Martyn Hodgson wrote:

> David,
>  
> Thank you; I've known and debated with Eph for many years and am copying him 
> into this.  Whether or not his identification of yr string remnants is 
> correct may be open to question.  I can see his thought processes but would 
> like a little more justification fr his opinion.
>  
> I'm interested that you haven't used a key mechanism; I wonder if any modern 
> serious player has? I'm particularly interested whether the published Sonatas 
> etc cld be reasonably played by amateurs with this arrangement.
>  
> Finally, I wonder if we are right to associate 17thC cittern music with the 
> Enlightenment approach to music, especially by young ladies, in the mid 
> 18thC? 
>  

Well, after I got the fragments back I just binned them... bad practice 
but I assumed they were easily identified as what they were.

The Enlightenment approach to music? Black Jock and Portpatrick etc in 
Bremner? The Scots - young ladies included - had about as much of an 
Enlightenment approach as anyone in terms of philosophy, science, art, 
etc but it didn't stop them letting rip when singing and dancing. I 
think Bremner is a lowest common denominator - the wee book you get in 
the case with your cheap grade guittar to learn with. But that actually 
indicates what people wanted. It is entirely full of pop songs and 
dances with a couple of mock-military rants to keep young blades happy. 
It's very much good-time music.

What you say is a bit like suggesting they had an Enlightenment approach 
to sex or alcohol, or eating. While 17th c cittern music was undoubtedly 
out of fashion, countless publications during the 18th c show that 
popular use of 17th c tunes continued (Beggar's Opera, Gentle Shepherd, 
Musical Museum - the name says it all).

I have a copy of Calvert's 'Music of Kelso' (commonly called) from my 
own town, printed in 1799, which is single line melody for fiddle mainly 
and reveals a taste for reels and jigs.

The guittar was very popular in Scotland and Ireland and of course I'm 
biased. But the more I learn about the 18th century the less I see the 
facade. Jack Campin's interactive music CD 'Embro, Embro' is the most 
entertaining and amazing resource - get this, and you will NEVER see the 
18th c (or indeed, Scotland!) in the same light:

http://www.purr.demon.co.uk/embro/

Apart from the amazing tune resource, his researched stories show a 
society far removed from today's and a musical taste which was robust.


*Your task*: Output every record exactly and leave each picture out.
- - - - - - -
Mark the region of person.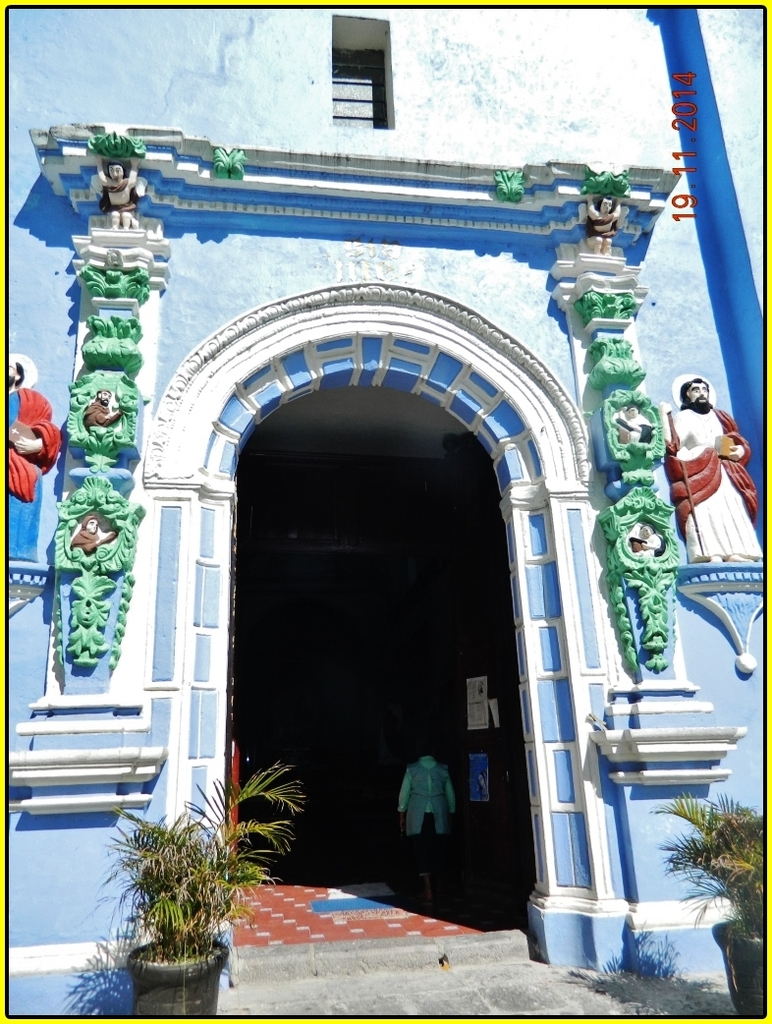
Region: (left=100, top=150, right=142, bottom=226).
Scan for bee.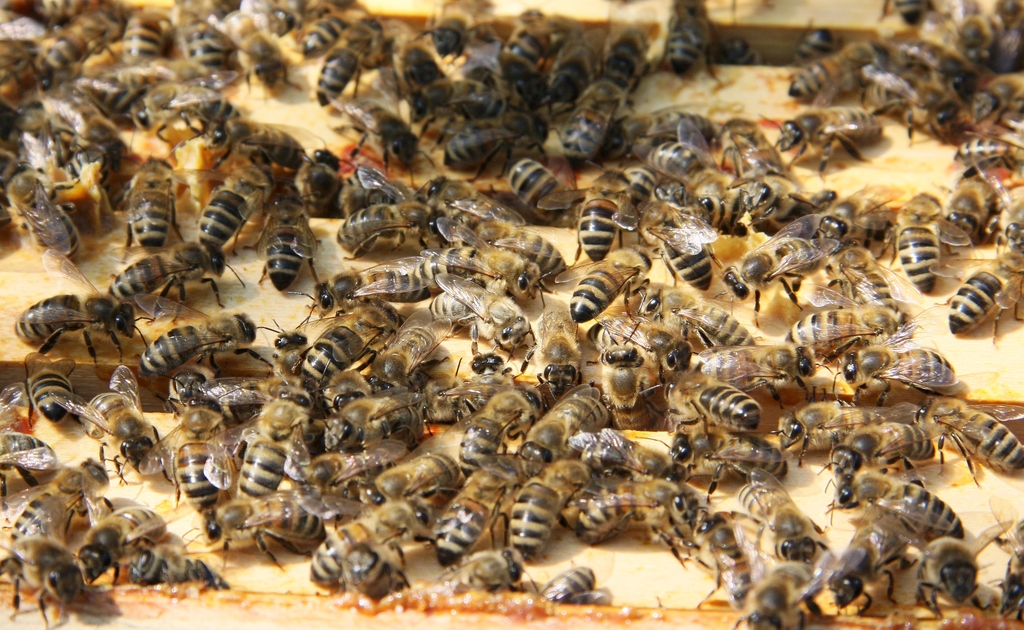
Scan result: bbox=(412, 455, 525, 574).
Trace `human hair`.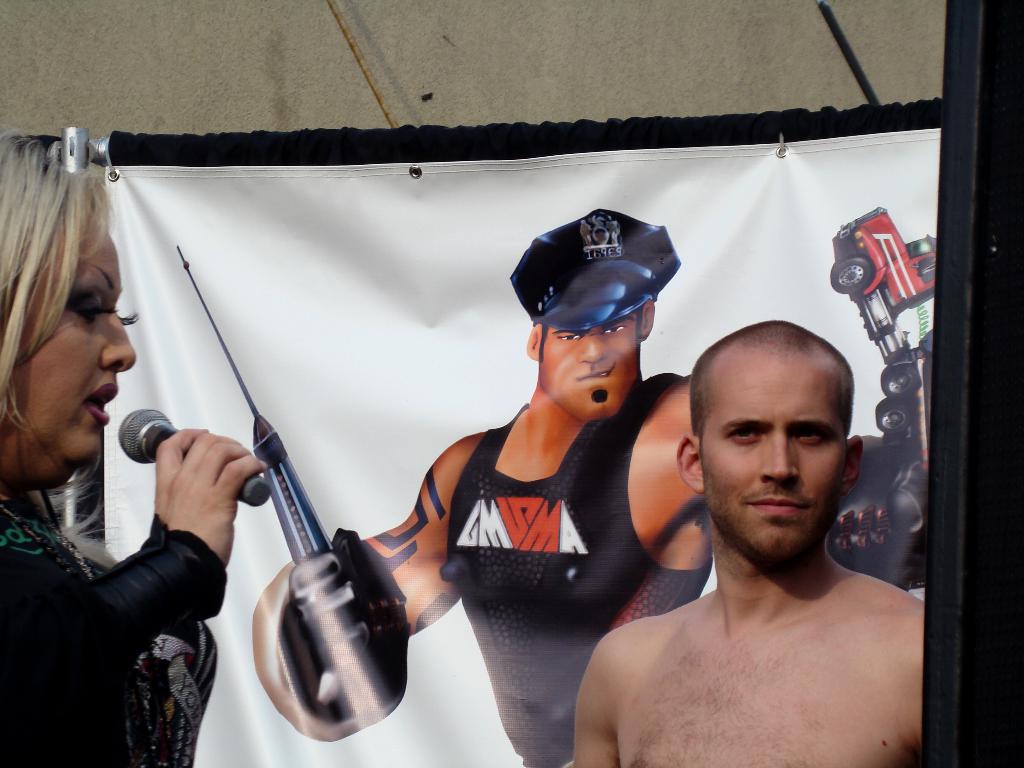
Traced to 0/128/111/426.
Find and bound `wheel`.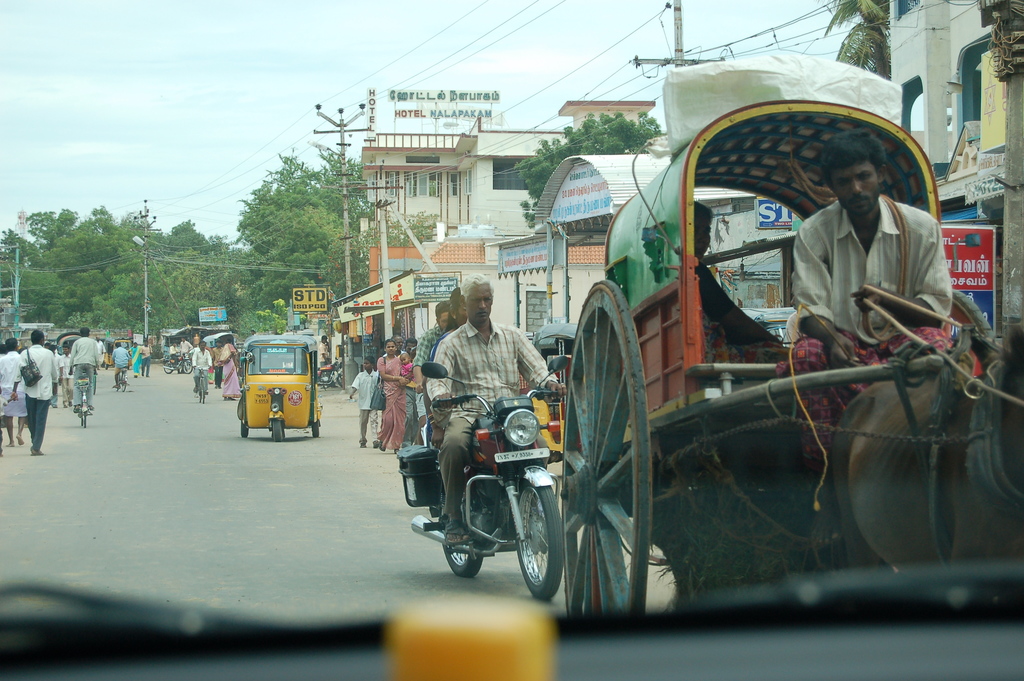
Bound: [574,269,662,593].
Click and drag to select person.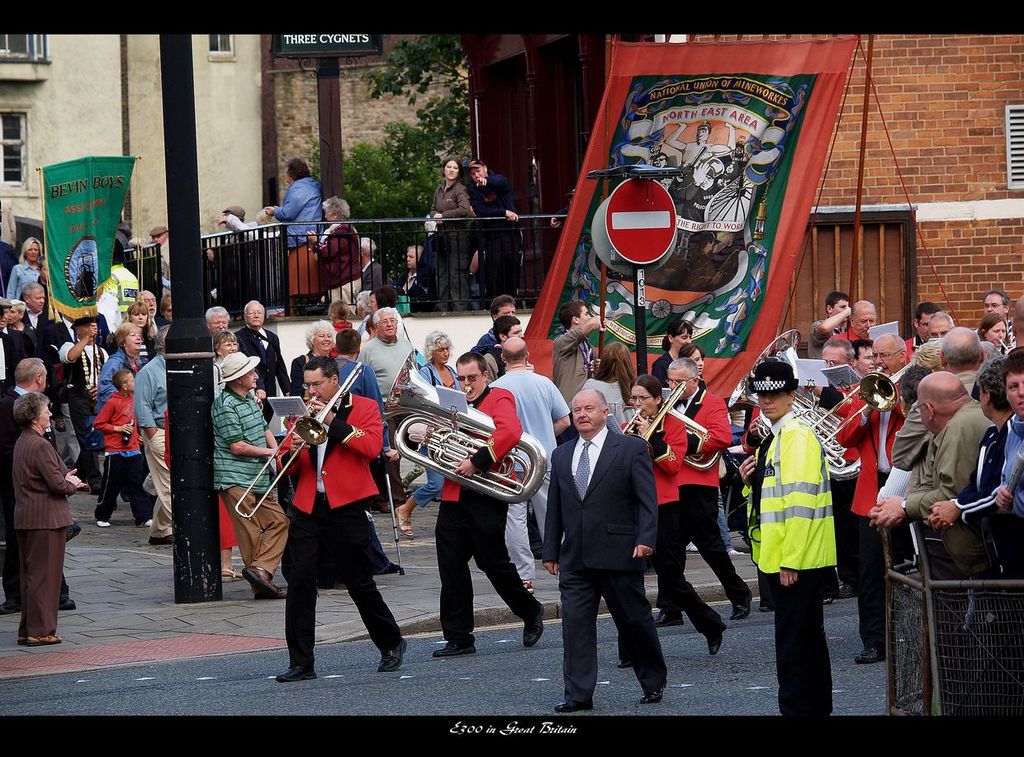
Selection: [x1=258, y1=334, x2=386, y2=678].
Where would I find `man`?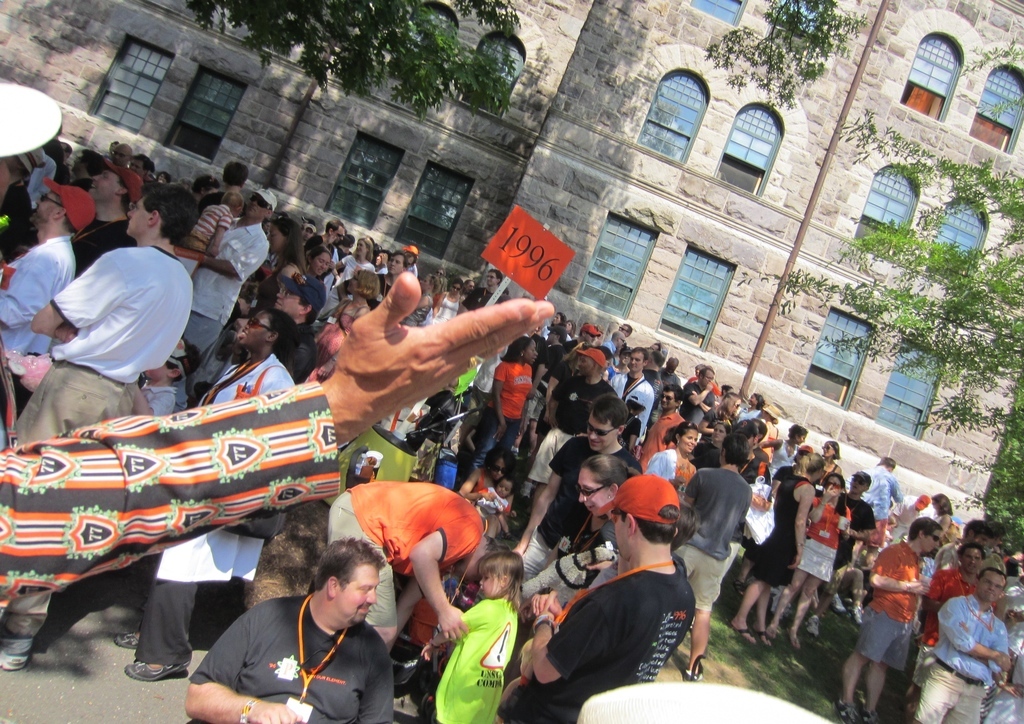
At [x1=979, y1=571, x2=1023, y2=723].
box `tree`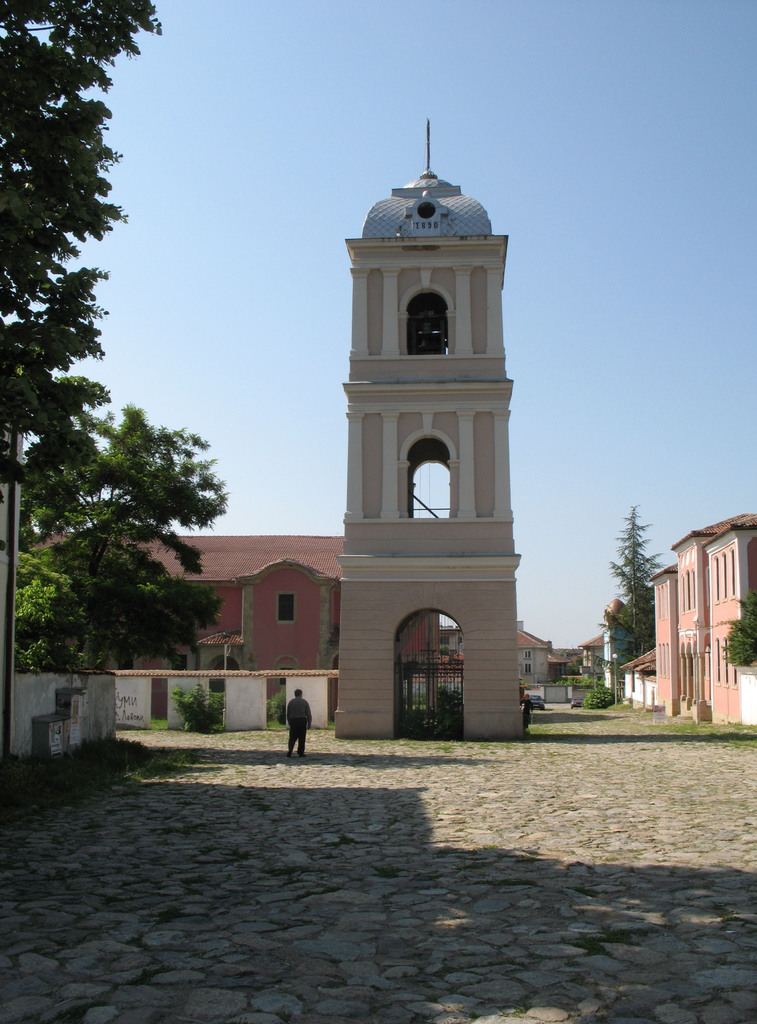
left=0, top=0, right=223, bottom=637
- - - - - - -
*Response*:
Mark the region of person.
Region: (left=100, top=150, right=142, bottom=226).
Scan for bee.
Scan result: bbox=(412, 455, 525, 574).
Trace `human hair`.
Traced to 0/128/111/426.
Find and bound `wheel`.
Bound: [574,269,662,593].
Click and drag to select person.
Selection: [x1=258, y1=334, x2=386, y2=678].
Where would I find `man`?
At [x1=979, y1=571, x2=1023, y2=723].
box `tree`
left=0, top=0, right=223, bottom=637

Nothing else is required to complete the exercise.